A session is the core unit of user activity in the Websites section. Every metric — Sessions, Bounce Rate, Page Views, Web Vitals — is computed relative to sessions. Understanding how sessions are defined, how they are tracked, and how they expire helps you interpret the numbers correctly.

What a session is

A session represents a single continuous visit by one user to your website. It begins when the Web SDK is first loaded in a browser tab and ends after a period of inactivity or when the session expires.

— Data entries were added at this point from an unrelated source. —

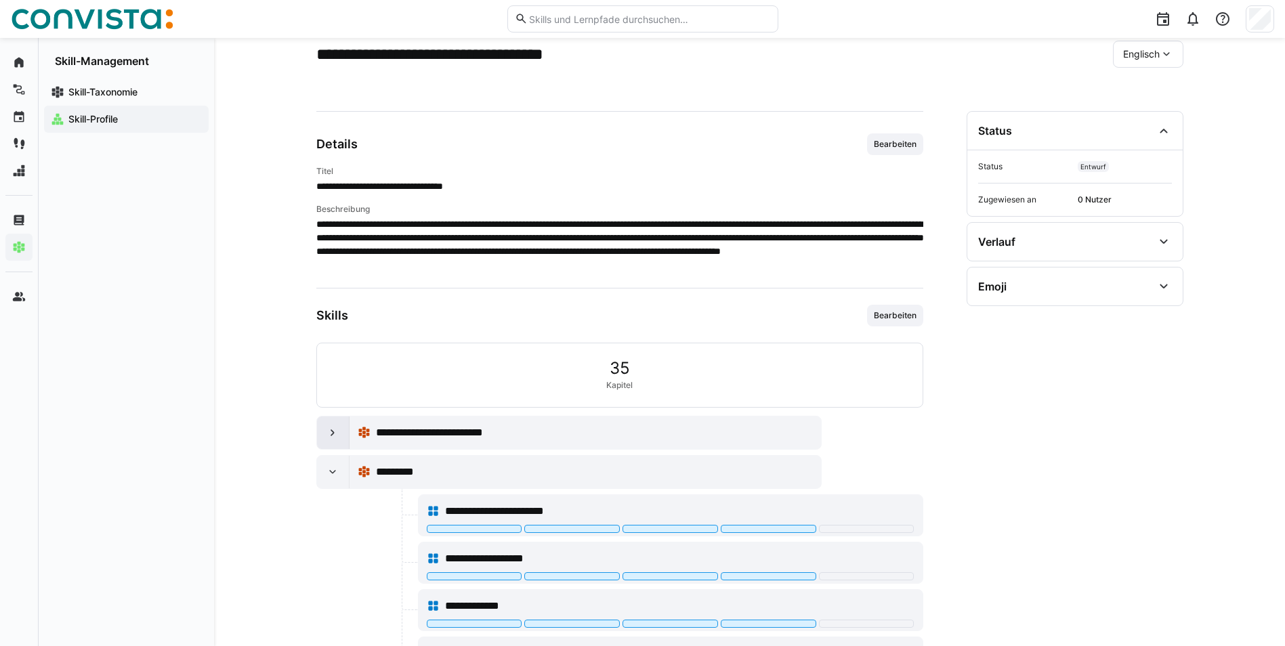 This screenshot has width=1285, height=646. What do you see at coordinates (1125, 200) in the screenshot?
I see `span: 0 Nutzer` at bounding box center [1125, 200].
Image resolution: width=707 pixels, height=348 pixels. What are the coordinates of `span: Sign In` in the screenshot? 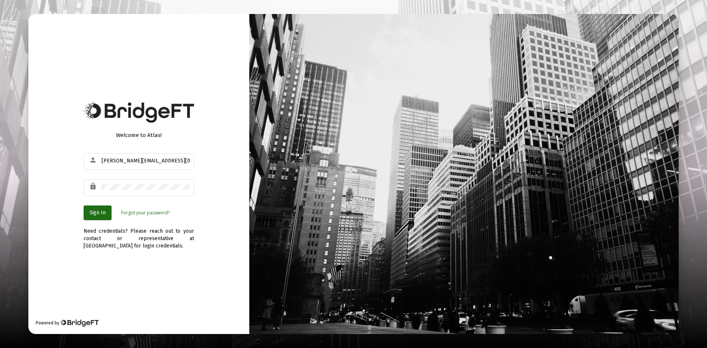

Sessions are the equivalent of a browser visit: one user who opens your site, browses several pages, opens additional tabs, and then closes the browser has had a single session. The same user who returns the next day starts a new session.

Session lifecycle

EventEffect
User opens the website for the first timeNew session created
User navigates to another page (SPA transition or full load)Session continues, new page view recorded
User opens a new tab on the same websiteSession continues, tab tracked within the same session
User closes all tabsSession ends
24 hours pass since session startedSession expires; the next visit creates a new session
User returns after the session has expiredNew session created, even for the same user

Cross-tab tracking

One of the unique capabilities of the D-Zero Web SDK is that it tracks user activity across multiple browser tabs within the same session. If a user opens your product in one tab, opens a second tab while waiting for something to load, and then switches back, all of that activity is recorded under a single session.

The session detail panel in the Sessions tab reflects this with a Page flow timeline that shows tab switches inline — labelled "Switch to tab 2", "Switch from tab 2" — so you can reconstruct the full multi-tab journey.

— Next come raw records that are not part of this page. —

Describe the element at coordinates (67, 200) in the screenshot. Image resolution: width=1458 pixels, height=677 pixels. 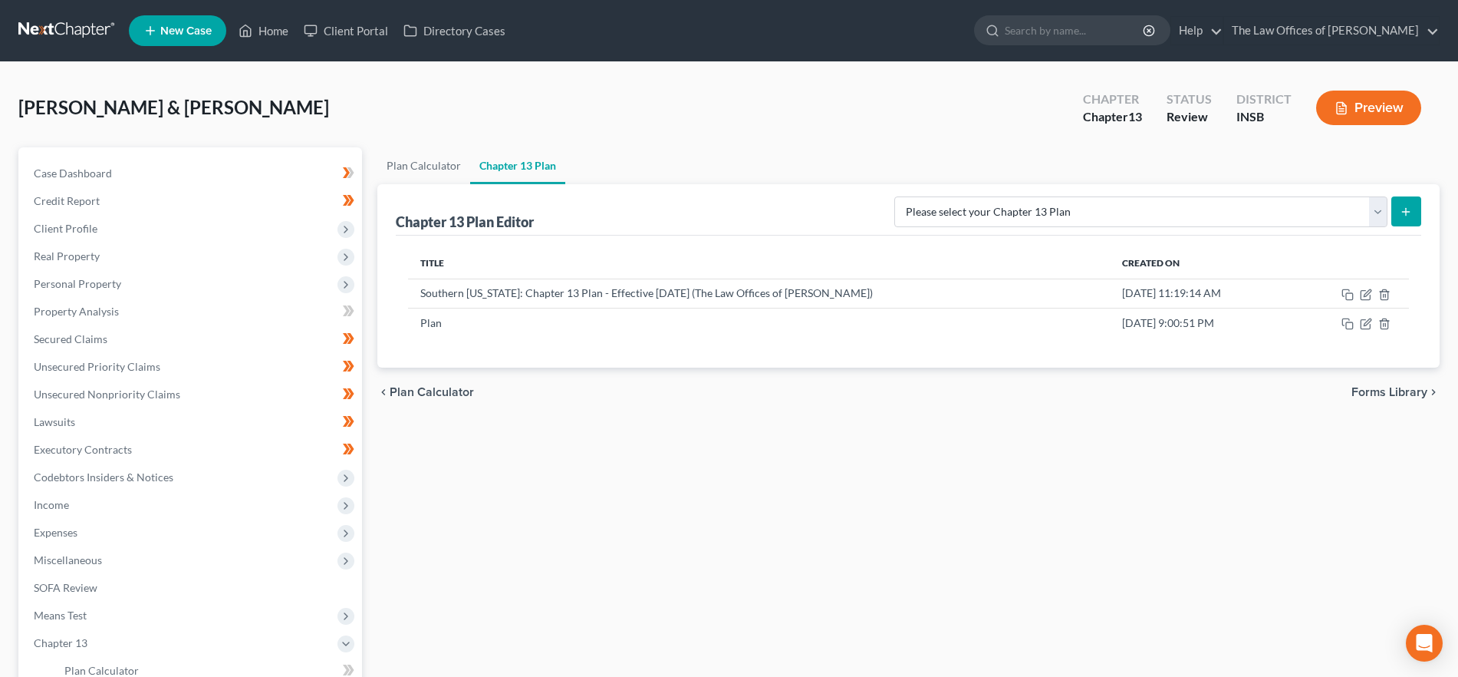
I see `span: Credit Report` at that location.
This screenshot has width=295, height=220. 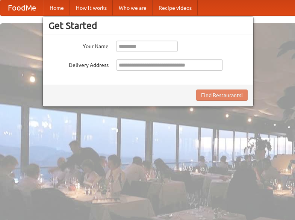 What do you see at coordinates (222, 95) in the screenshot?
I see `button: Find Restaurants!` at bounding box center [222, 95].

Sessions vs. users vs. page views

These three counters are related but measure different things:

MetricDefinition
SessionsEach distinct continuous visit. One user can create multiple sessions (e.g. one per day).
UsersDistinct identified or anonymous user identities. One user can have many sessions.
Page ViewsEach individual navigation within a session — both full page loads and SPA transitions. One session contains one or more page views.

It is normal for Sessions to exceed Users (a user visits multiple times) and for Page Views to exceed Sessions (a user views multiple pages per visit).

Bounce rate

The bounce rate is the percentage of sessions in which the user left without triggering a second interaction. Specifically, a session is counted as bounced if:

  • The user loaded a page, and
  • No further click, navigation, or tracked event occurred before the session ended.

A high bounce rate on a landing page often indicates that users are not finding what they expected, or that the page is too slow to retain them.

Anonymous sessions

If a user is not authenticated or if your application does not pass user identity to the Web SDK, the session is recorded as No user details. Anonymous sessions are fully tracked — page views, web vitals, HTTP requests, and errors are all captured — but they cannot be attributed to a named individual in the Sessions list.